Glossary

What Is Robocall?

A robocall is an automated phone call that plays a pre-recorded message instead of connecting to a live person. Robocalls are produced by autodialers and are the primary delivery mechanism for phone scams targeting seniors.

A robocall is an automated phone call that plays a pre-recorded message instead of connecting to a live person. The call is placed by an autodialer — software or hardware that dials phone numbers automatically from a list or in sequence — and delivers the same pre-recorded audio to every recipient. The Federal Trade Commission received over 2.6 million Do Not Call complaints in FY2025, the majority of which were robocall-related.

How Robocalls Work

Robocalls are produced through VoIP (Voice over Internet Protocol) infrastructure, which enables operators to place millions of calls per hour at near-zero cost. The operator programs a calling campaign with a recorded message, a target number list, and routing logic — then the autodialer executes the campaign automatically without any ongoing human involvement.

When a robocall connects, it plays the pre-recorded message, typically ending with a prompt: "Press 1 to speak with a specialist" or "Call us back at this number." Both are methods of identifying responsive targets for live scammer follow-up.

Legal vs. Illegal Robocalls

Not all robocalls are illegal. The following are permitted under the Telephone Consumer Protection Act (TCPA) without prior written consent:

  • Purely informational calls (appointment reminders, school closures, emergency alerts)
  • Calls to numbers the recipient provided expressly for that purpose
  • Political calls (subject to state law)
  • Nonprofit calls

Robocalls from telemarketers, debt collectors, and any commercial entity require prior express written consent from the recipient. Calls to numbers on the National Do Not Call Registry without consent are illegal. The FTC estimates that over 90% of robocalls received by US consumers are illegal.

Why Robocalls Reach Your Phone Despite Regulations

The Do Not Call Registry is effectively unenforceable against criminal robocall operators because they are not legitimate businesses following regulatory frameworks — they are fraud operations. VoIP technology makes it cheap and technically trivial to spoof caller IDs and route calls through international infrastructure that is difficult for US regulators to pursue. The STIR/SHAKEN framework addresses this at the carrier level, but enforcement gaps remain for calls originating outside the US.

Frequently Asked Questions

What is a robocall?

A robocall is an automated phone call that plays a pre-recorded message, placed by autodialer software without any human involvement. Robocalls are the primary delivery mechanism for phone scams and illegal telemarketing.

Are all robocalls illegal?

No. Informational robocalls (appointment reminders, emergency alerts, school closures) are permitted. Robocalls from commercial telemarketers require prior express written consent. Calls to numbers on the Do Not Call Registry without consent are illegal. Over 90% of consumer robocalls are estimated to be illegal.

Why doesn't the Do Not Call Registry stop robocalls?

The Do Not Call Registry is a regulatory tool targeting legitimate businesses, not criminal operations. Robocall scammers are not checking the Registry — they are fraud operators running from international infrastructure that US regulators struggle to pursue. Carrier-level enforcement via STIR/SHAKEN and on-device call screening are more effective defenses.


▶ _How to complete this task_:
Look through the entries and count each line that includes the string "VELA". Reply with the number alone.

(Stored dataset items)
== Segment start ==
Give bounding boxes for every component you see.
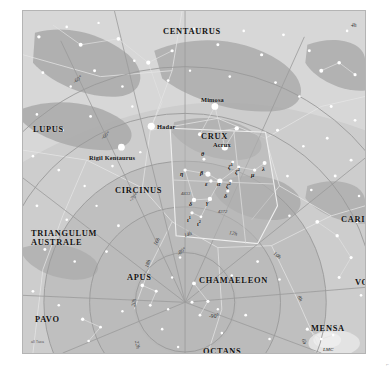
sky-map-graphics [23,11,365,353]
star-chart-root: CENTAURUS VELA LUPUS CRUX CIRCINUS TRIAN… [0,0,391,368]
sky-background-layer [23,11,365,353]
corner-mark: ⌐ [386,361,389,367]
sky-map-plate: CENTAURUS VELA LUPUS CRUX CIRCINUS TRIAN… [22,10,366,354]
== Segment end ==
▶ _Response to the exercise_:
2